EAP-TLS failing at authentication (device has a cert but cannot connect)

  • Confirm the client certificate has Client Authentication under Extended Key Usage.
  • Confirm PacketFence trusts your CA — import your CA root certificate into PacketFence's trusted CA store.
  • Check PacketFence's RADIUS logs for the rejection reason. Common causes: certificate chain not trusted, certificate expired, subject name not matching what PacketFence expects.
  • Verify the device's clock is accurate — certificate validation is time-sensitive.

NDES challenge password page is inaccessible

  • Confirm svc-ndes is the Identity for the SCEP application pool in IIS Manager.
  • Confirm IIS is running and the Default Web Site is started.
  • Confirm Load User Profile is set to True on the SCEP app pool (Step 1.9).
  • Confirm svc-ndes is in the local IIS_IUSRS group (Step 1.7).
  • Confirm svc-ndes has Issue and Manage Certificates and Request Certificates on the CA Security tab (Step 1.6).

Next Steps

You now have a functioning Microsoft CA issuing device certificates to Windows, Apple, and Chromebook devices. The next step is to configure PacketFence to use your CA as the trust anchor for EAP-TLS authentication and to connect it to your Wi-Fi infrastructure via 802.1X.
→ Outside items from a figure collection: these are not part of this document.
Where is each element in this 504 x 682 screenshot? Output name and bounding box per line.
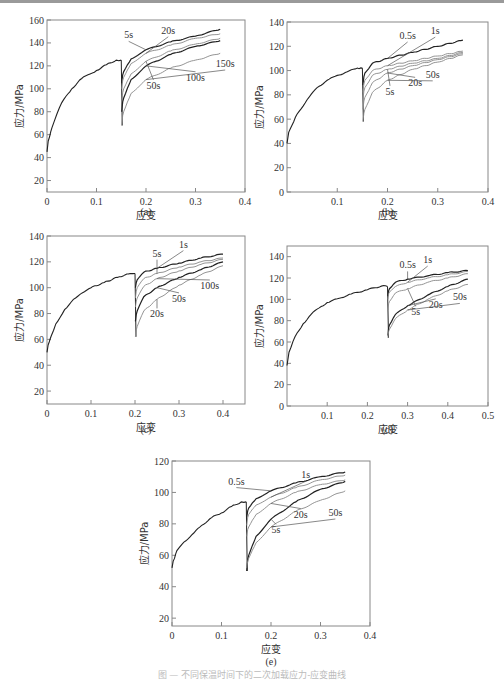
y-axis-label: 应力/MPa (13, 298, 25, 342)
y-tick-label: 40 (159, 581, 169, 592)
series-curve-150s (122, 53, 221, 125)
y-tick-label: 140 (29, 231, 44, 242)
y-tick-label: 80 (274, 89, 284, 100)
series-curve-5s (363, 52, 463, 99)
curve-annotation: 1s (431, 25, 440, 36)
y-axis-label: 应力/MPa (13, 84, 25, 128)
y-tick-label: 20 (34, 386, 44, 397)
y-tick-label: 40 (34, 152, 44, 163)
x-tick-label: 0.1 (321, 410, 334, 421)
x-tick-label: 0.4 (217, 408, 230, 419)
x-tick-label: 0.3 (314, 630, 327, 641)
y-tick-label: 60 (274, 114, 284, 125)
x-tick-label: 0.2 (361, 410, 374, 421)
preload-curve (287, 68, 362, 143)
curve-annotation: 20s (161, 25, 175, 36)
preload-curve (47, 60, 121, 152)
plot-frame (172, 461, 370, 626)
y-tick-label: 140 (269, 251, 284, 262)
x-tick-label: 0.4 (364, 630, 377, 641)
subfigure-label-e: (e) (172, 656, 370, 667)
curve-annotation: 20s (150, 308, 164, 319)
x-tick-label: 0.1 (215, 630, 228, 641)
y-axis-label: 应力/MPa (253, 85, 265, 129)
x-tick-label: 0.3 (401, 410, 414, 421)
x-tick-label: 0 (170, 630, 175, 641)
curve-annotation: 0.5s (228, 476, 245, 487)
curve-annotation: 1s (179, 239, 188, 250)
curve-annotation: 50s (172, 293, 186, 304)
y-tick-label: 140 (29, 37, 44, 48)
x-tick-label: 0.4 (442, 410, 455, 421)
y-tick-label: 80 (34, 106, 44, 117)
curve-annotation: 20s (408, 77, 422, 88)
y-tick-label: 100 (269, 294, 284, 305)
y-tick-label: 40 (274, 358, 284, 369)
x-tick-label: 0.3 (173, 408, 186, 419)
y-tick-label: 100 (29, 83, 44, 94)
preload-curve (47, 274, 135, 353)
x-tick-label: 0 (45, 408, 50, 419)
curve-annotation: 1s (301, 469, 310, 480)
chart-plot-c: 00.10.20.30.420406080100120140应变应力/MPa1s… (47, 236, 245, 404)
chart-plot-a: 00.10.20.30.420406080100120140160应变应力/MP… (47, 20, 245, 192)
x-tick-label: 0.1 (85, 408, 98, 419)
subfigure-label-b: (b) (287, 206, 488, 217)
y-tick-label: 40 (274, 138, 284, 149)
y-tick-label: 120 (269, 273, 284, 284)
subfigure-label-a: (a) (47, 206, 245, 217)
curve-annotation: 100s (200, 280, 219, 291)
y-tick-label: 20 (274, 379, 284, 390)
y-tick-label: 120 (29, 256, 44, 267)
x-tick-label: 0.5 (482, 410, 495, 421)
curve-annotation: 0.5s (399, 259, 416, 270)
plot-frame (287, 246, 488, 406)
chart-plot-d: 0.10.20.30.40.5020406080100120140应变应力/MP… (287, 246, 488, 406)
y-tick-label: 120 (29, 60, 44, 71)
curve-annotation: 50s (426, 69, 440, 80)
y-tick-label: 20 (274, 162, 284, 173)
y-tick-label: 140 (269, 17, 284, 28)
y-tick-label: 20 (34, 175, 44, 186)
y-axis-label: 应力/MPa (253, 304, 265, 348)
curve-annotation: 0.5s (399, 30, 416, 41)
figure-caption: 图 — 不同保温时间下的二次加载应力-应变曲线 (0, 668, 504, 681)
curve-annotation: 5s (411, 306, 420, 317)
y-tick-label: 60 (274, 337, 284, 348)
y-tick-label: 40 (34, 360, 44, 371)
plot-frame (287, 22, 488, 192)
page-top-rule (0, 0, 504, 3)
y-tick-label: 100 (154, 487, 169, 498)
curve-annotation: 5s (124, 29, 133, 40)
plot-frame (47, 20, 245, 192)
y-tick-label: 100 (29, 282, 44, 293)
y-tick-label: 100 (269, 65, 284, 76)
curve-annotation: 5s (386, 86, 395, 97)
x-axis-label: 应变 (261, 643, 281, 655)
chart-panel-c: 00.10.20.30.420406080100120140应变应力/MPa1s… (47, 236, 245, 404)
curve-annotation: 20s (294, 509, 308, 520)
x-tick-label: 0.2 (265, 630, 278, 641)
chart-panel-a: 00.10.20.30.420406080100120140160应变应力/MP… (47, 20, 245, 192)
curve-annotation: 50s (453, 291, 467, 302)
curve-annotation: 50s (146, 80, 160, 91)
y-tick-label: 0 (279, 187, 284, 198)
y-tick-label: 80 (34, 308, 44, 319)
curve-annotation: 20s (429, 299, 443, 310)
chart-panel-d: 0.10.20.30.40.5020406080100120140应变应力/MP… (287, 246, 488, 406)
curve-annotation: 50s (328, 507, 342, 518)
y-tick-label: 60 (34, 334, 44, 345)
series-curve-5s (247, 481, 346, 571)
y-tick-label: 20 (159, 613, 169, 624)
subfigure-label-c: (c) (47, 424, 245, 435)
y-tick-label: 120 (269, 41, 284, 52)
y-tick-label: 120 (154, 456, 169, 467)
y-tick-label: 80 (159, 518, 169, 529)
x-tick-label: 0.2 (129, 408, 142, 419)
y-axis-label: 应力/MPa (138, 522, 150, 566)
chart-panel-e: 00.10.20.30.420406080100120应变应力/MPa0.5s1… (172, 461, 370, 626)
y-tick-label: 60 (34, 129, 44, 140)
preload-curve (172, 502, 246, 568)
y-tick-label: 0 (279, 401, 284, 412)
curve-annotation: 150s (216, 58, 235, 69)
Specifically, you will need to:

  1. Import your CA root certificate into PacketFence so it can validate device certificates during EAP-TLS handshakes.
  2. Issue a RADIUS server certificate from your CA for PacketFence itself, so that devices can also validate the RADIUS server's identity — mutual authentication is a core requirement of EAP-TLS.
  3. Configure your wireless access points to point to PacketFence as their 802.1X RADIUS server.

These steps are covered in the PacketFence documentation. The certificate infrastructure you have built in this tutorial is the foundation that all of those steps depend on.